A clear majority in favour of climate protection
In the summer of 2024, the European Investment Bank (EIB) wanted to know how seriously Europeans take climate change.
The most important results from the 24,000 respondents:
- 94% of Europeans consider climate adaptation in their country to be important; 50% of them say the issue should be a priority.
- 86% assume that investing in adaptation can create jobs and boost the local economy.
- 85% say that investing in climate adaptation now prevents higher costs in the future.
This unequivocal result is surprising in view of the current UN Climate Change Conference in Azerbaijan, which is not expected to achieve any major progress in climate protection. The most important heads of state (Biden, Xi, Scholz, Macron, Putin and Lula) did not even attend the conference, even though it is dealing with the issue of humanity’s survival. This shows that the population takes this issue far more seriously than the leading politicians.
What role does the election of Donald Trump as US President play for international climate policy?
Despite Trump, the triumph of renewable energies will continue globally. This is because solar and wind energy are constantly becoming cheaper. A kilowatt hour of solar energy can already be produced in the United Arab Emirates for less than one euro cent. And renewables will become even cheaper in the years to come because they are available in almost infinite quantities and are gifts of nature – while fossil and nuclear energies are becoming increasingly scarce and therefore more expensive. The sun alone sends us 15,000 times more energy every moment of our existence than the eight billion people consume today.
In 2023 and 2024, twice as much money was invested in renewable energies worldwide as in fossil fuels. This trend will continue in the US despite Trump, because Republican-led states benefit particularly intensively from low-cost renewable energies. Nuclear power is not only at least twice as expensive, new nuclear power plants also take far too long to build. Ironically, it is Republican-led states that benefit most from the tax breaks that President Biden has introduced for renewable energies. The fact that Trump is once again planning to withdraw the USA from the Paris Agreement does not change this.
At present, renewables are not growing linearly worldwide, but exponentially, so there is still a chance of achieving the Paris target (no more than 1.5 degrees, at most two degrees, of global warming more than in the pre-industrial era) in the medium or long term. In the short term, we are already at 1.5 degrees.
The solar energy transition begins regionally: with solar panels on your own roof, with the switch from combustion cars to electric cars, from gas and oil to heat pumps, from aeroplanes to trains, from meat to healthier food, away from plastic and and from plastics.
The producers of gas and oil will then stop producing when millions more energy consumers switch because the sun and wind do not send a bill. No matter how loudly Donald Trump shouts ‘Drill, baby, drill’ – Bohr, baby. Bohr’. More and more people trust the sun and the wind more than the old energy sources. According to a survey, one in three homeowners in Germany wants to have a solar energy system installed on their roof next year. The future belongs to renewables, whoever governs.
This grassroots optimism is necessary and helpful if we do not want to be crushed by the multiple crises of our time. England’s new Prime Minister Keir Starmer also gave cause for hope at the opening of the climate conference in Azerbaijan. The former coal-producing country has already completely phased out coal and aims to reduce its CO2 emissions by 81 per cent by 2035 compared to 1990. It can be done if the political will is there.
China is currently building twice as much solar and wind power capacity as the rest of the world combined. China’s investment in green technologies is contributing significantly to economic growth in the ‘Middle Kingdom’ – 40 per cent. In Germany, the number of solar balcony power plants doubled in the first ten months of 2024.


To do: Whenever the string "ticks" appears in a line below, please copy the line out.

####################

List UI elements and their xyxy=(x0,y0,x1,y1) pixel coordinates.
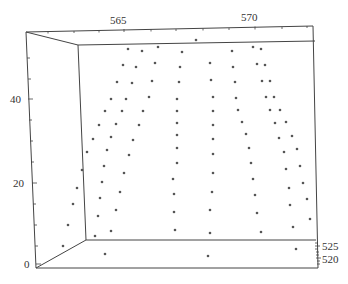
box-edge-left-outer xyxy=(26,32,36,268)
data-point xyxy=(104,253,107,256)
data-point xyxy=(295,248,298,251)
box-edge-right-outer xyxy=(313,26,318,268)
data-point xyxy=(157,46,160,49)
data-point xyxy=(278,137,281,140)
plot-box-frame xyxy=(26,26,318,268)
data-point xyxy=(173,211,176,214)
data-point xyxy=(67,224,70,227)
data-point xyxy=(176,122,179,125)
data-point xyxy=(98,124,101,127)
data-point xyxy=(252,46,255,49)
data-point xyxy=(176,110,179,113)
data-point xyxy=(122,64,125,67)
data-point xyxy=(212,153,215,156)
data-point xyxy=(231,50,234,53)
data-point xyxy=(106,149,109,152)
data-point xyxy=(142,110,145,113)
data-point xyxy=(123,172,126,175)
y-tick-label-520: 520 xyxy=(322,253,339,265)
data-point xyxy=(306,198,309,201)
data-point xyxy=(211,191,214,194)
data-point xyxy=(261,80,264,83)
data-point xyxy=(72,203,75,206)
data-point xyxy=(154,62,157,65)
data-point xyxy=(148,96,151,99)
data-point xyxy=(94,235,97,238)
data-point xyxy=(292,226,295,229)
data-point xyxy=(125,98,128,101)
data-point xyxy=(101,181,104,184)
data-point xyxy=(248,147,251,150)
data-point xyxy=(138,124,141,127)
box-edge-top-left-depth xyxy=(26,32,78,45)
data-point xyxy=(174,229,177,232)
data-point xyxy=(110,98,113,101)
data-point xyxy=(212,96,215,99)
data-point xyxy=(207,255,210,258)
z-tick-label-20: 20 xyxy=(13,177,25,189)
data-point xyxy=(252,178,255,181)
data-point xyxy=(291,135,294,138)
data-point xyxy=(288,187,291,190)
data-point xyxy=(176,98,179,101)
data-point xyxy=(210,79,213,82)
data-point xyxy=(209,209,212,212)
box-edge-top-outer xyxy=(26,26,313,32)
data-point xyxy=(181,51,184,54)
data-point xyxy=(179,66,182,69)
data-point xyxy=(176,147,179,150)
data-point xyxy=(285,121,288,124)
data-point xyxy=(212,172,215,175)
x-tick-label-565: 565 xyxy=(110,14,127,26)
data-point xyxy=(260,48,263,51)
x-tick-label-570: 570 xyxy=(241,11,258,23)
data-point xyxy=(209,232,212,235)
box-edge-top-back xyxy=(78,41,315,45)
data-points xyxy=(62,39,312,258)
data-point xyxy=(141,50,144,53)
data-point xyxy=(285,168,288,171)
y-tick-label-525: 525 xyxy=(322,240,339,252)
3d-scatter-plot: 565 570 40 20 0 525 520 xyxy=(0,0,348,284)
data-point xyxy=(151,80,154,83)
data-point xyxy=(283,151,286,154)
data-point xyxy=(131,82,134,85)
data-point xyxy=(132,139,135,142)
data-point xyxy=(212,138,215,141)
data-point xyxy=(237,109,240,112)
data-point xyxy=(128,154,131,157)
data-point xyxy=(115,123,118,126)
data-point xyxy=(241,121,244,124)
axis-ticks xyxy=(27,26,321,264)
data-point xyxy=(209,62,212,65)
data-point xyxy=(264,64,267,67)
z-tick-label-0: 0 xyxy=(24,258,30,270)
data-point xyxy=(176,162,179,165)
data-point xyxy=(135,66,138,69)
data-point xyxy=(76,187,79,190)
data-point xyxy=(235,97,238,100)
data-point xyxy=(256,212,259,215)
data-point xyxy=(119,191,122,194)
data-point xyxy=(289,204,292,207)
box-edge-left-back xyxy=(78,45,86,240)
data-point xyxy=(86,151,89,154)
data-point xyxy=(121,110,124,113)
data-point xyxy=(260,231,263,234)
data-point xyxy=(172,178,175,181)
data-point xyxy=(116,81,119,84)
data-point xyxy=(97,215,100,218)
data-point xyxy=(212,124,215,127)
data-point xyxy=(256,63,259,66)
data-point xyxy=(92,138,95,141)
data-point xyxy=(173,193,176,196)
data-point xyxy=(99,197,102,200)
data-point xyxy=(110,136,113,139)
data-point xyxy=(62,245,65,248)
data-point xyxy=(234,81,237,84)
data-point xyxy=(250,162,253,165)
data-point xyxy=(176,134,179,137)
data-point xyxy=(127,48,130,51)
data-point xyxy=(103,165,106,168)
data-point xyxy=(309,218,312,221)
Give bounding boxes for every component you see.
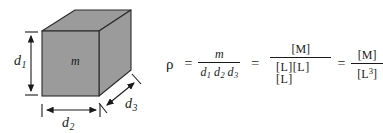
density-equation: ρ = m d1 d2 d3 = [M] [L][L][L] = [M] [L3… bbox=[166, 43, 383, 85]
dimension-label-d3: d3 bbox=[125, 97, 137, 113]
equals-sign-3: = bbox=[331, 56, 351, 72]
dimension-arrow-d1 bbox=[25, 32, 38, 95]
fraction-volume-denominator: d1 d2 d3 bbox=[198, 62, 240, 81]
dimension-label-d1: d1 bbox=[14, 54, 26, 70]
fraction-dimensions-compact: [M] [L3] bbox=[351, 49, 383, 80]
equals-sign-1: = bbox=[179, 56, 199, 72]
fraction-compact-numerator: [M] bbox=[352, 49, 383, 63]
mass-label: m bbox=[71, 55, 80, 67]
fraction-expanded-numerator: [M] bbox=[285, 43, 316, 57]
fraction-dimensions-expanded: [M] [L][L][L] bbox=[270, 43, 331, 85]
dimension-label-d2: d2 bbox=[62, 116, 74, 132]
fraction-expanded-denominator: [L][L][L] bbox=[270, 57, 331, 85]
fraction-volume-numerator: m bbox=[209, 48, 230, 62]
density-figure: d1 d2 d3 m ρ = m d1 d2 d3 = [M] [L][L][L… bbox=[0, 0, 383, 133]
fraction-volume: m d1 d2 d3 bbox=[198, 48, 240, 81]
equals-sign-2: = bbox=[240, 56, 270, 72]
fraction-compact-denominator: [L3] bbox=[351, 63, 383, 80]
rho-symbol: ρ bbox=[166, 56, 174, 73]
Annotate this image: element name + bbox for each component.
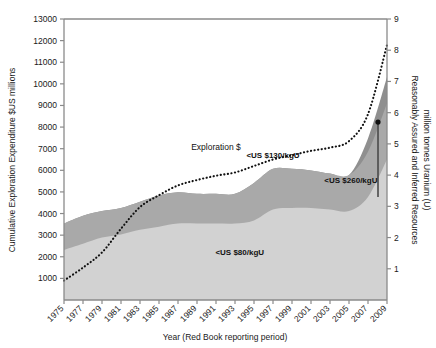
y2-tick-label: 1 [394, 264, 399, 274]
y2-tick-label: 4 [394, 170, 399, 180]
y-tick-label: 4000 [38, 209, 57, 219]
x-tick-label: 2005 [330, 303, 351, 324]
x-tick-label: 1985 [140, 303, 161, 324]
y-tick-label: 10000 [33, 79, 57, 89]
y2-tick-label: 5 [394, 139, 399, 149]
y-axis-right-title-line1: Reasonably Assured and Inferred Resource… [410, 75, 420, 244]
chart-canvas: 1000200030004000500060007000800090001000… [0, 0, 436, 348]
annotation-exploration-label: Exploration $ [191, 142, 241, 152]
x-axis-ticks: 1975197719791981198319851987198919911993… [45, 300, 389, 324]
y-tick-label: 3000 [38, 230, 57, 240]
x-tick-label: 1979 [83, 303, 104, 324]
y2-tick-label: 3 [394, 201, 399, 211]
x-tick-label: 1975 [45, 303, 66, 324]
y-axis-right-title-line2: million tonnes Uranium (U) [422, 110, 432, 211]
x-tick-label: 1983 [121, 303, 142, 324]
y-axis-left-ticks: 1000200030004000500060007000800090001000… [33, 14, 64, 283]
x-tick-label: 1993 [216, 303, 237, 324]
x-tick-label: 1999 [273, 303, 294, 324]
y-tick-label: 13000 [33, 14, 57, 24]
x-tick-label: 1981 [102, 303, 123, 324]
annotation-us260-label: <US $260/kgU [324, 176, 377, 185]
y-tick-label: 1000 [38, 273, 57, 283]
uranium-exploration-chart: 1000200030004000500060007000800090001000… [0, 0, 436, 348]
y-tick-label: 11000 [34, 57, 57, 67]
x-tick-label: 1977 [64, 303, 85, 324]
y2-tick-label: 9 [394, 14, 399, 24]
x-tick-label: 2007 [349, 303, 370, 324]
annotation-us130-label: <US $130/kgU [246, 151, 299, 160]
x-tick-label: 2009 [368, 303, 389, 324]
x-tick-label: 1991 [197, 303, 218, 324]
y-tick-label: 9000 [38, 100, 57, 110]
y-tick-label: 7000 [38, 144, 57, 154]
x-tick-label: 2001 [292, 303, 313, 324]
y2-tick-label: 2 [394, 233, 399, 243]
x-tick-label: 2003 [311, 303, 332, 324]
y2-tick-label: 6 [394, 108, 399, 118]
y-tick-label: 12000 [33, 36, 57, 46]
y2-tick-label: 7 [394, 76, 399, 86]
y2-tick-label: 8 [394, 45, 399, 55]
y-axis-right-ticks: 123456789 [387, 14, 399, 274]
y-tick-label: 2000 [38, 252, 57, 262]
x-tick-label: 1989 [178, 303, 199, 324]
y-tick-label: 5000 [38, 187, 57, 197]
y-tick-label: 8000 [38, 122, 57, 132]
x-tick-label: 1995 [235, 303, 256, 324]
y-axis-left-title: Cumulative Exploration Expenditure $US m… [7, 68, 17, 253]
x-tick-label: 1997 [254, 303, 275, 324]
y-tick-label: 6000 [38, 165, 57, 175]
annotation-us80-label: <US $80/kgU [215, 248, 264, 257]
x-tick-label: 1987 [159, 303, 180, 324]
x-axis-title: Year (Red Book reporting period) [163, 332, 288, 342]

####################

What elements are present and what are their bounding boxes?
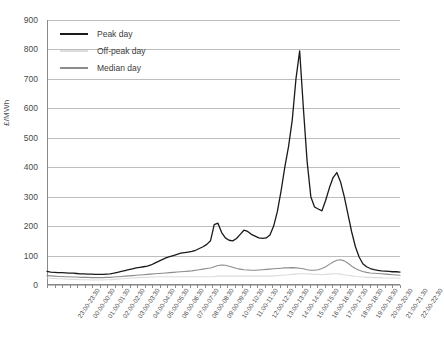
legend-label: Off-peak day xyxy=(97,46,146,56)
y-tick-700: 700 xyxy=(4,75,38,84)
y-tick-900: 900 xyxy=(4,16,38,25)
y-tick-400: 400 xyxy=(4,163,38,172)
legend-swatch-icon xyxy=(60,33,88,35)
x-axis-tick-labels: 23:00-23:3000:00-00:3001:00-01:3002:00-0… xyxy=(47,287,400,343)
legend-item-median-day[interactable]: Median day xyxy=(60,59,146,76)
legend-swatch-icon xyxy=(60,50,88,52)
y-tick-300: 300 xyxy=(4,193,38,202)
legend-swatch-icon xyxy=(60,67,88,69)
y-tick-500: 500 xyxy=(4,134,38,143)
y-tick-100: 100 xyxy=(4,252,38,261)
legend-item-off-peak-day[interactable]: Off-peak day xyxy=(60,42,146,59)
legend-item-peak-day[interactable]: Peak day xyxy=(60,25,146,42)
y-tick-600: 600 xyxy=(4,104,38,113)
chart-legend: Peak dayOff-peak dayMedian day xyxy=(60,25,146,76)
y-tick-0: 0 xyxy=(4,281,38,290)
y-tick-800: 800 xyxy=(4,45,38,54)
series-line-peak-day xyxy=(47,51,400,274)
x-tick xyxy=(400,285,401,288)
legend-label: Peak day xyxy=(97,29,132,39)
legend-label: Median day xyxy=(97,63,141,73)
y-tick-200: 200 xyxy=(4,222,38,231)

####################

Answer section:
axis-ticks xyxy=(27,26,321,264)
x-axis-ticks: 1975197719791981198319851987198919911993… [45, 300, 389, 324]
y-axis-left-ticks: 1000200030004000500060007000800090001000… [33, 14, 64, 283]
y-axis-right-ticks: 123456789 [387, 14, 399, 274]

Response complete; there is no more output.